Reverse Archaeology, 2010

Installation at the Life is Art Foundation, Santa Rosa, CA. 4 ft x 4 ft x 5 in, performative installation of cast paper vessels infused with native seeds, vessels were displayed indoors than carried outside and buried in the soil in an archaeological grid.

Land Art at its impetus was criticized for utilizing destructive processes such as excavating wide cavities in fragile landscapes (Heizer) or using dynamite to structure it into a desired form (Smithson). In effect, it could be said that the original Land Artists viewed the landscape similar to modern developers – something to be shaped and plundered, a resource for exploitation. The movement has since evolved, however, I seek to question this lingering viewpoint of and itself as something from which humans constantly must take from.

Another influence of Land Art has been Pre-Columbian artifacts and architecture. As much as I have always enjoyed visiting archaeological museums, I must acknowledge that the practice of archaeology is a form of modern grave robbing. The basis of its philosophy is that by examining the relics of the past, we reveal insights into our present. However, the ethical controversy remains for numerous non-Western peoples that their ancestral burial grounds and sacred sites have been raided and violated. Perhaps discoveries lie more in our methods of unearthing the past – who is doing the digging, and what are they looking for? Which raises the question, does Western imperialism and colonialism extend even into non-Western indigenous histories? Why writes these histories? Are we raiding the past so that we can re-write it?

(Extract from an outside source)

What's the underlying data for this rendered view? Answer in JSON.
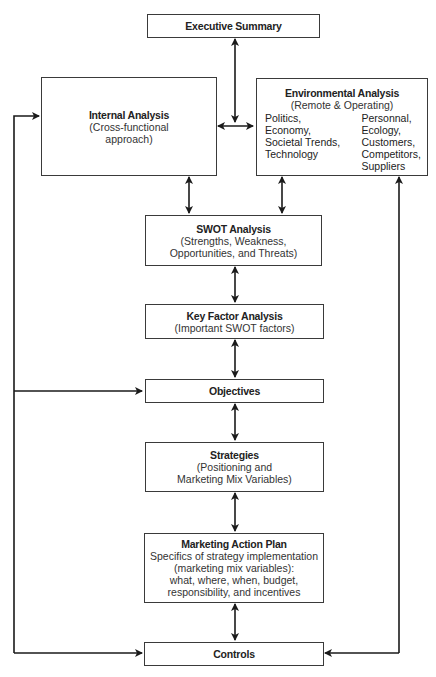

This project took the form of an institutional critique, asking participants to consider ideas of both Land Art and archaeological ethics, and then to de-excavate something.  These vessels were made from compostable, handmade paper from the agricultural byproducts of plants harvested on the land of the Life is Art Foundation, and infused with native wildflower seeds. I asked participants to bury these vessels, returning them to the earth, where the paper biodegraded and the seeds grew. There, the traces of their existences dissolved and the seed grew. In archaeology, the search is for evidence, while in this project, the earth itself becomes the evidence.